The cloud-computing division of Amazon is making a strategic move that may redefine the landscape of artificial intelligence. The company announced Tuesday that it would use Nvidia Corp.’s breakthrough chip-linking technology in its next-generation AI processors, in one of the most significant partnerships yet between two technology giants vying to control a fast-growing market for AI.
AWS plans to include Nvidia’s “NVLink Fusion” technology in its next-generation Trainium4 chip, although the company has not announced a release date for the new processor. The technology is thought to be one of Nvidia’s most valuable inventions, tying together different kinds of chips at ultra-fast speeds.
The capability is becoming increasingly important as companies race to develop more powerful AI systems.
The announcement came during AWS’s annual re:Invent conference in Las Vegas, which attracts approximately 60,000 attendees each year. The event serves as a prime platform for Amazon to showcase its latest cloud computing and AI innovations before customers and partners.
NVLink technology addresses one of the biggest challenges in modern AI development: getting thousands of machines to work together seamlessly.
Amazon Adopts Nvidia’s NVLink for High-Speed AI Infrastructure
When training large AI models, such as those powering ChatGPT or other advanced systems, a company needs to connect massive numbers of chips that can communicate with each other at lightning speed. Nvidia’s technology makes this possible, and Amazon’s adoption signals just how critical these high-speed connections have become.
Nvidia has been aggressively courting other chipmakers to take up NVLink, and the strategy seems to be paying dividends. Intel and Qualcomm have already signed on, and now Amazon joins the growing ranks. As part of the deal, AWS customers will have access to what the company refers to as “AI Factories”-that is, dedicated AI infrastructure hosted in their own data centers for greater speed and performance.

“Together, Nvidia and AWS are creating the compute fabric for the AI industrial revolution – bringing advanced AI to every company, in every country, and accelerating the world’s path to intelligence,” said Nvidia chief executive Jensen Huang in a statement announcing the collaboration.
In addition to the future Trainium4 chip, Amazon is also introducing new servers based on its current generation Trainium3 processor. The new servers, which start shipping Tuesday, offer 144 chips apiece and are more than four times as powerful as AWS’s previous generation while using 40% less energy.
Dave Brown, vice president of AWS compute and machine learning services, said Amazon’s competitive strategy relies on offering better price-performance ratios than competitors, including Nvidia itself.
“We’ve got to prove to them that we have a product that gives them the performance that they need and get a right price point so they get that price-performance benefit,” Brown said. “That means they can say, ‘Hey, yeah, that’s the chip I want to go and use’.”
Amazon Ups Its AI Game with Nova 2, Sonic, and Nova Forge; AWS Sales Surge 20%
Amazon also leveraged the conference to announce its updated Nova AI models. Nova 2 promises faster and more responsive performance and includes a versatile version that can accept text, images, speech, or video as input and respond accordingly. Another variant dubbed Sonic can engage in speech-to-speech conversations that AWS CEO Matt Garman, during his keynote presentation, explained is “human-like.”
While Amazon’s Nova models haven’t received the same level of attention as competitive offerings like OpenAI’s ChatGPT, Anthropic’s Claude, or Google’s Gemini, its overall cloud business remains healthy. AWS saw sales increase by 20% in its most recent quarter, with the performance driven mainly by strong demand for cloud computing and AI infrastructure services.
The company also introduced Nova Forge, a new service for helping businesses build custom AI models from their own data. “That allows you to produce a model that deeply understands your information, all without forgetting the core information that the thing’s been trained on,” Garman told the conference audience.
These announcements illustrate Amazon’s larger strategy of positioning itself as an end-to-end AI provider, offering not only the infrastructure on which to run AI systems but also the tools for building and tailoring applications. As the competition in AI heats up across the technology industry, partnerships such as the one inked with Nvidia may play a decisive role in determining which companies emerge as leaders in this transformative technology.
Amazon shares rose in response, up 0.9% at $235.98 midday Tuesday, as investors saw these moves as enhancing its competitive position in the fast-growing AI market.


◆ **Exercise goal**:
Every line of the data that includes "bacterium" should be copied out.

◆ **Data to use**:
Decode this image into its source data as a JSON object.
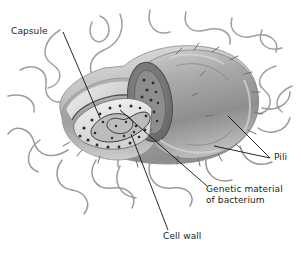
{
  "figure": {
    "subject": "bacterium",
    "background_color": "#ffffff",
    "width": 301,
    "height": 259
  },
  "labels": {
    "capsule": "Capsule",
    "pili": "Pili",
    "genetic_line1": "Genetic material",
    "genetic_line2": "of bacterium",
    "cell_wall": "Cell wall"
  },
  "colors": {
    "body_mid": "#9b9b9b",
    "body_light": "#c9c9c9",
    "body_dark": "#6e6e6e",
    "capsule": "#d8d8d8",
    "cytoplasm": "#e3e3e3",
    "nucleoid": "#b0b0b0",
    "ribosome": "#3a3a3a",
    "pili_stroke": "#9a9a9a",
    "leader_line": "#111111",
    "text": "#1c1c1c"
  },
  "parts": [
    {
      "name": "capsule",
      "description": "outer gelatinous layer surrounding the cell"
    },
    {
      "name": "cell-wall",
      "description": "rigid layer beneath the capsule"
    },
    {
      "name": "genetic-material",
      "description": "nucleoid region of looped DNA inside cytoplasm"
    },
    {
      "name": "pili",
      "description": "long hair-like filaments projecting from the surface"
    }
  ]
}
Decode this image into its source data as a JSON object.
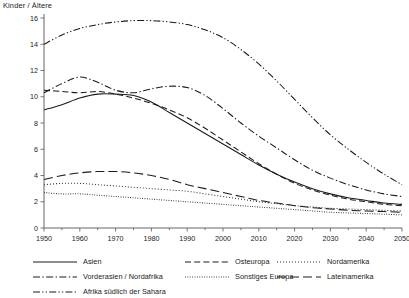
{
  "chart_data": {
    "type": "line",
    "title": "Kinder / Ältere",
    "xlabel": "",
    "ylabel": "",
    "xlim": [
      1950,
      2050
    ],
    "ylim": [
      0,
      16
    ],
    "ytick_step": 2,
    "xtick_step": 10,
    "xminor_step": 5,
    "grid": false,
    "legend_position": "below",
    "yticks": [
      "0",
      "2",
      "4",
      "6",
      "8",
      "10",
      "12",
      "14",
      "16"
    ],
    "xticks": [
      "1950",
      "1960",
      "1970",
      "1980",
      "1990",
      "2000",
      "2010",
      "2020",
      "2030",
      "2040",
      "2050"
    ],
    "x": [
      1950,
      1955,
      1960,
      1965,
      1970,
      1975,
      1980,
      1985,
      1990,
      1995,
      2000,
      2005,
      2010,
      2015,
      2020,
      2025,
      2030,
      2035,
      2040,
      2045,
      2050
    ],
    "series": [
      {
        "name": "Asien",
        "dash": "solid",
        "values": [
          9.0,
          9.4,
          9.9,
          10.2,
          10.2,
          10.1,
          9.6,
          8.8,
          8.0,
          7.2,
          6.4,
          5.6,
          4.8,
          4.1,
          3.5,
          3.0,
          2.6,
          2.3,
          2.1,
          1.9,
          1.8
        ]
      },
      {
        "name": "Vorderasien / Nordafrika",
        "dash": "dash-dot",
        "values": [
          10.3,
          11.0,
          11.5,
          11.1,
          10.5,
          10.3,
          10.6,
          10.8,
          10.7,
          10.1,
          9.1,
          8.0,
          7.0,
          6.1,
          5.2,
          4.4,
          3.8,
          3.3,
          2.9,
          2.6,
          2.4
        ]
      },
      {
        "name": "Afrika südlich der Sahara",
        "dash": "dash-dot-dot",
        "values": [
          14.0,
          14.7,
          15.2,
          15.5,
          15.7,
          15.8,
          15.8,
          15.7,
          15.5,
          15.1,
          14.5,
          13.6,
          12.5,
          11.2,
          9.8,
          8.4,
          7.1,
          6.0,
          5.0,
          4.1,
          3.3
        ]
      },
      {
        "name": "Osteuropa",
        "dash": "dashed",
        "values": [
          10.5,
          10.4,
          10.3,
          10.4,
          10.2,
          9.9,
          9.5,
          9.0,
          8.4,
          7.6,
          6.7,
          5.8,
          4.9,
          4.1,
          3.4,
          2.9,
          2.5,
          2.2,
          2.0,
          1.8,
          1.7
        ]
      },
      {
        "name": "Sonstiges Europa",
        "dash": "dotted-fine",
        "values": [
          2.7,
          2.6,
          2.6,
          2.5,
          2.4,
          2.3,
          2.2,
          2.1,
          2.0,
          1.9,
          1.8,
          1.7,
          1.6,
          1.5,
          1.4,
          1.3,
          1.2,
          1.15,
          1.1,
          1.05,
          1.0
        ]
      },
      {
        "name": "Nordamerika",
        "dash": "dotted",
        "values": [
          3.3,
          3.4,
          3.4,
          3.3,
          3.2,
          3.1,
          3.0,
          2.9,
          2.8,
          2.6,
          2.4,
          2.2,
          2.0,
          1.85,
          1.7,
          1.6,
          1.5,
          1.45,
          1.4,
          1.35,
          1.3
        ]
      },
      {
        "name": "Lateinamerika",
        "dash": "long-dash",
        "values": [
          3.7,
          4.0,
          4.2,
          4.3,
          4.3,
          4.2,
          4.0,
          3.7,
          3.3,
          3.0,
          2.7,
          2.4,
          2.1,
          1.9,
          1.7,
          1.55,
          1.45,
          1.35,
          1.3,
          1.25,
          1.2
        ]
      }
    ]
  },
  "legend": {
    "columns": [
      {
        "id": "col-a",
        "entries": [
          {
            "label": "Asien",
            "dash": "solid"
          },
          {
            "label": "Vorderasien / Nordafrika",
            "dash": "dash-dot"
          },
          {
            "label": "Afrika südlich der Sahara",
            "dash": "dash-dot-dot"
          }
        ]
      },
      {
        "id": "col-b",
        "entries": [
          {
            "label": "Osteuropa",
            "dash": "dashed"
          },
          {
            "label": "Sonstiges Europa",
            "dash": "dotted-fine"
          }
        ]
      },
      {
        "id": "col-c",
        "entries": [
          {
            "label": "Nordamerika",
            "dash": "dotted"
          },
          {
            "label": "Lateinamerika",
            "dash": "long-dash"
          }
        ]
      }
    ]
  }
}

◆ **Written answer**:
    "subject": "bacterium",
    "genetic_line2": "of bacterium",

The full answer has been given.